Padgett’s need to be comfortable hits him just before we start walking the final half-mile to the abandoned quarry, so he changes clothes with the pickup’s door open between David’s sister, Betsy, and Padgett’s boxer shorts and bare legs. The blue rain jacket borrowed from me is the first to go, draped over the open passenger door. It’s finally stopped raining, and the May sun is out.
When Padgett emerges from behind the dark blue door he is dressed for Southern summer already, in the long khaki shorts he had worn on the flight the day before. He has on a khaki shirt and a wide, brown leather belt cinched up a notch more than seems necessary. I look down and he is also wearing what he calls his “coachwhip catching shoes,” a well-worn set of Docksiders with no socks.
Then Padgett takes off down the trail behind Ab, David, and Betsy. His mood seems reflective, even somber. Maybe he is expectant, as a visitor is often expectant in a new landscape. For me, these young Piedmont woods are home base, the furniture of a deep, psychic comfort. Something lined up in me thirty years earlier when I first visited this abandoned quarry. When I stepped out of the truck I felt like I was suddenly rooted as deeply as a white oak. I wrote my first poem, “Collecting Snakes at the Abandoned Granite Quarry,” after visiting this quarry. David and I caught a coachwhip on that visit, an elusive snake known for its bad temper. When I first saw the place, I passed like some insect through metamorphosis, from college student to poet, though that student poem did not make me famous, as Padgett’s first novel, Edisto, had made him.
In the decades that followed there were many more poems for me, but I also began writing essays—long and short—about places like this abandoned quarry. I am interested in speaking for places that have become sanctuary through neglect, abandonment, or abuse. In other words, I became interested in most of the old South—abandoned rice fields, old canals, Piedmont quarries, collapsed mountain house sites deep in recovering woods. What interests me is that I imagine and encounter creatures in these places that don’t seem affected by the world closing in around them. There are snakes, lizards, salamanders, frogs, and toads living their lives untroubled—or so it seems on the surface—by the sprawl and spread of urban comfort zones. Even though populations may be endangered, individuals of a particular species are carrying on. It is in these places I have always practiced a “catch and release” sort of amateur herpetology learned in college from true scientists David and Ab, and today I’m returning to it.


### Problem statement
In your copy, include every record exactly and no pictures.

### Available data
------------------------------------------------------------

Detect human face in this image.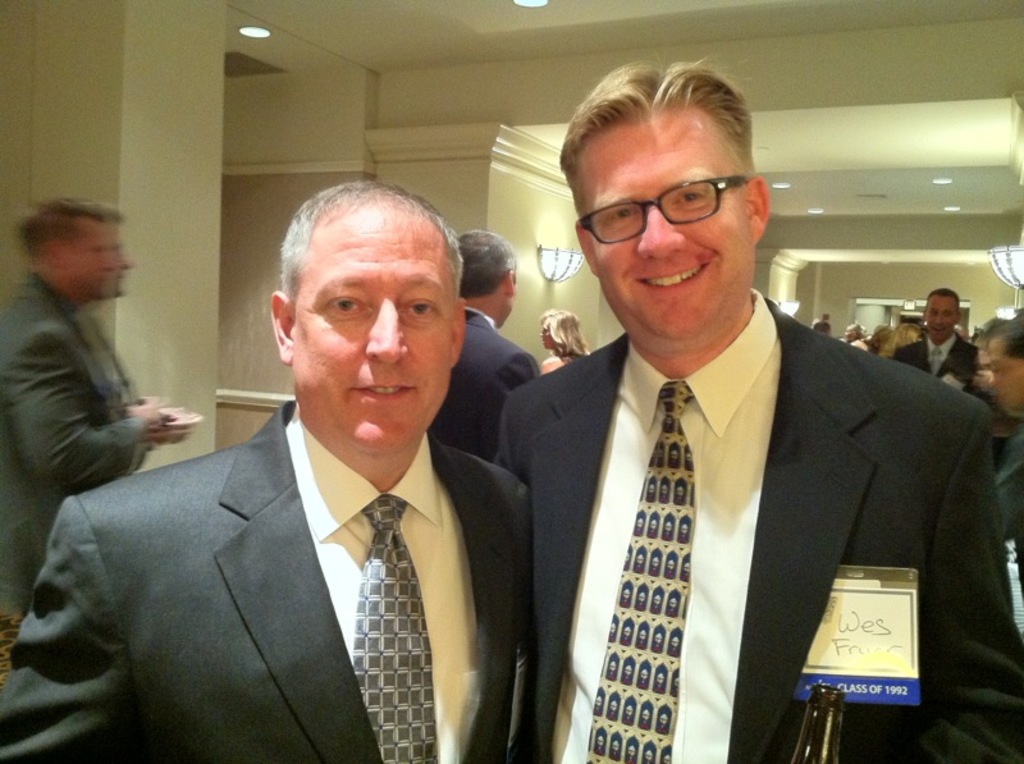
Detection: <region>292, 209, 461, 448</region>.
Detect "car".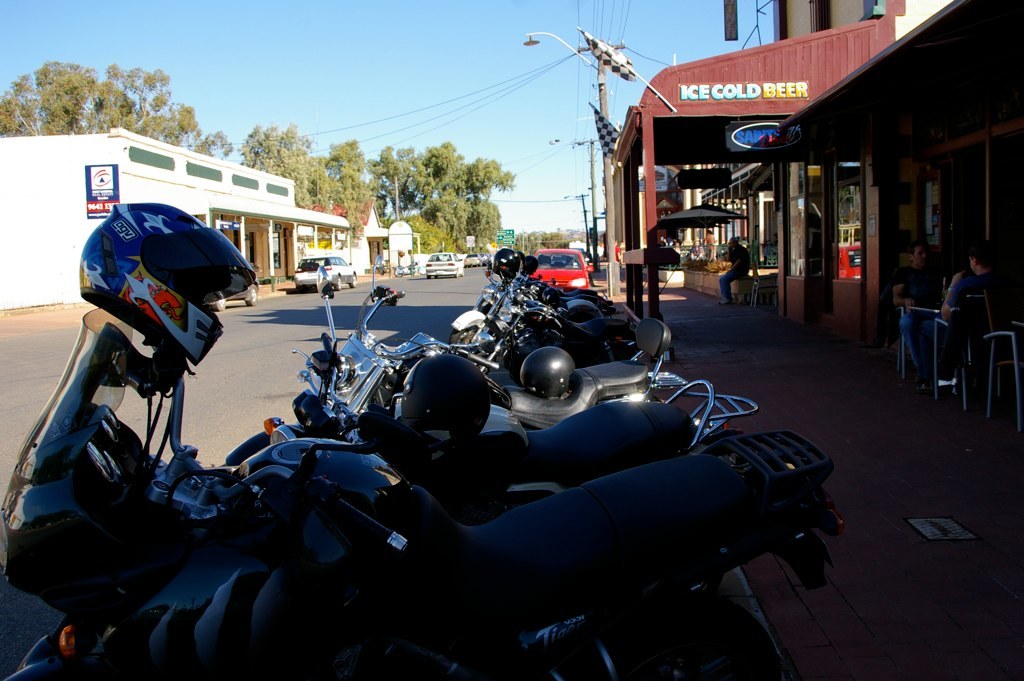
Detected at box(422, 251, 462, 278).
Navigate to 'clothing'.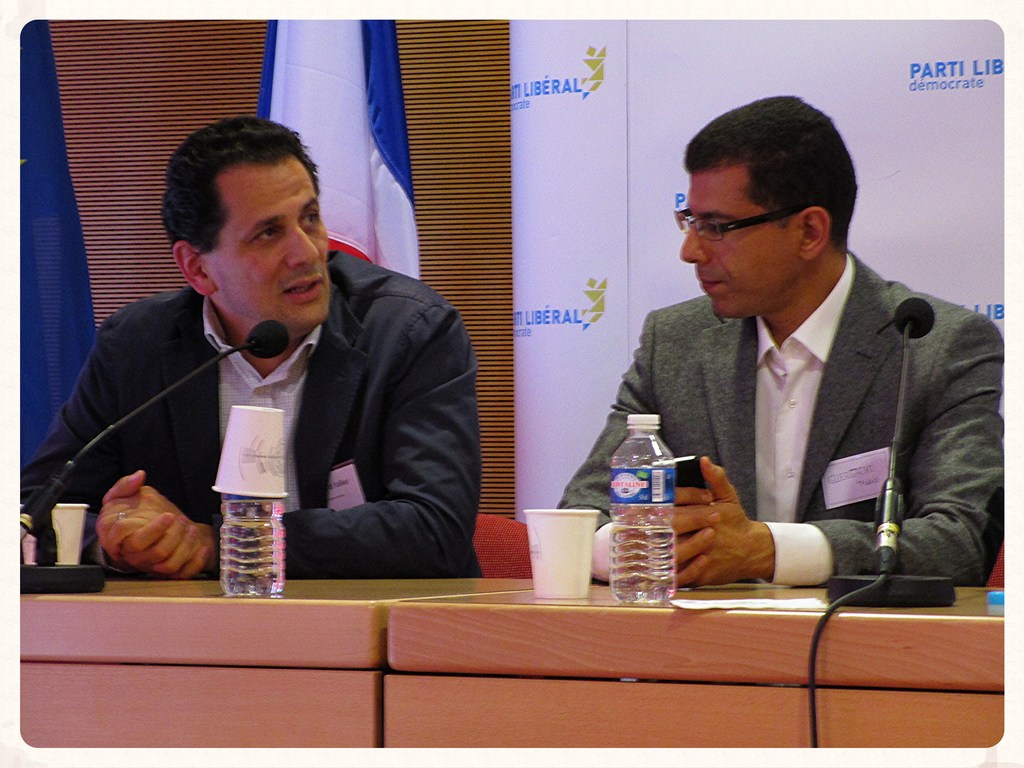
Navigation target: Rect(32, 219, 488, 609).
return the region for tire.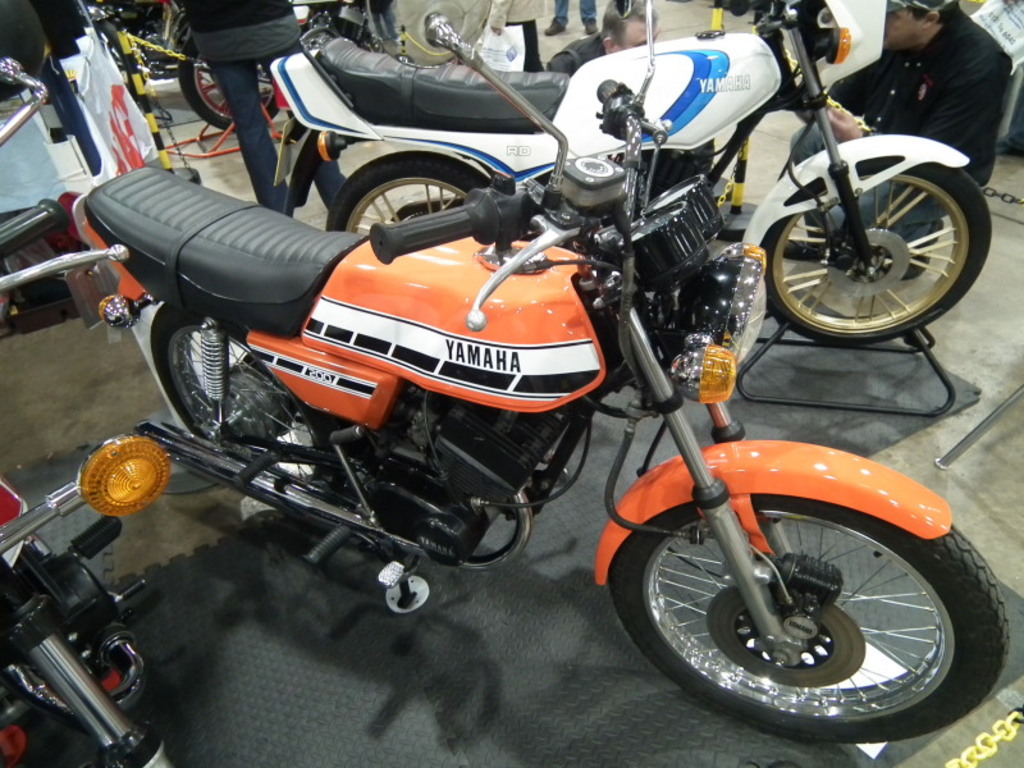
324 151 492 236.
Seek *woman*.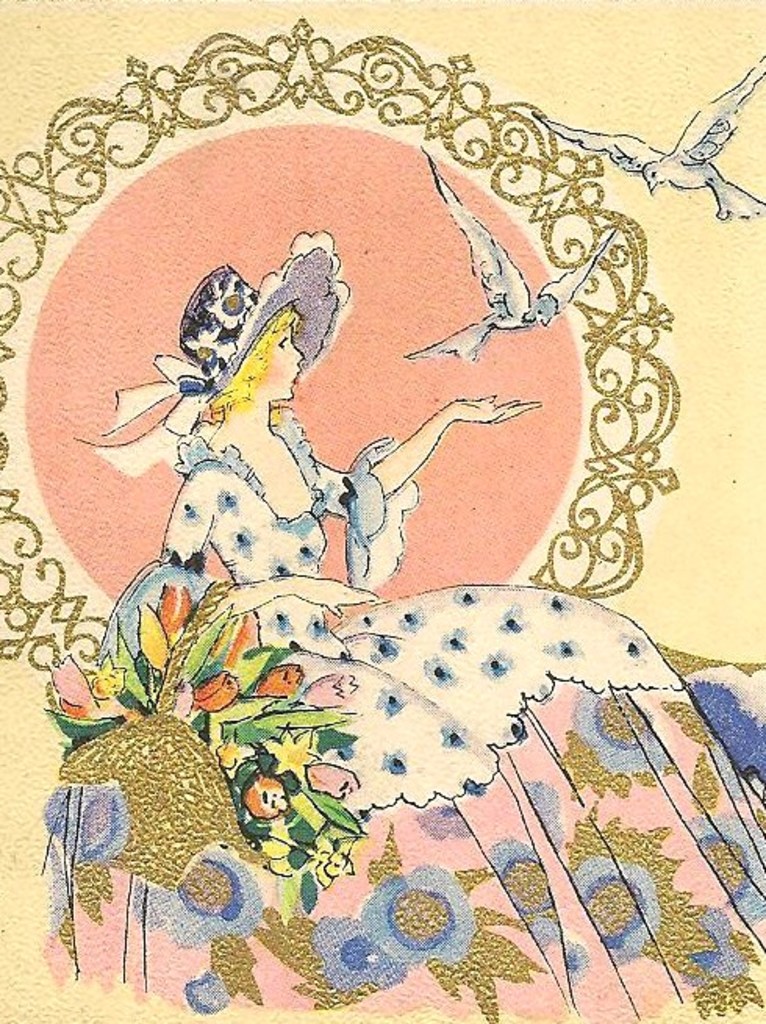
42,225,764,1022.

------------------------------------------------------------

### Answer space
Detect human face in this image.
Detection: <region>292, 209, 461, 448</region>.
Detect "car".
Detected at box(422, 251, 462, 278).
Navigate to 'clothing'.
Navigation target: Rect(32, 219, 488, 609).
return the region for tire.
324 151 492 236.
Seek *woman*.
42,225,764,1022.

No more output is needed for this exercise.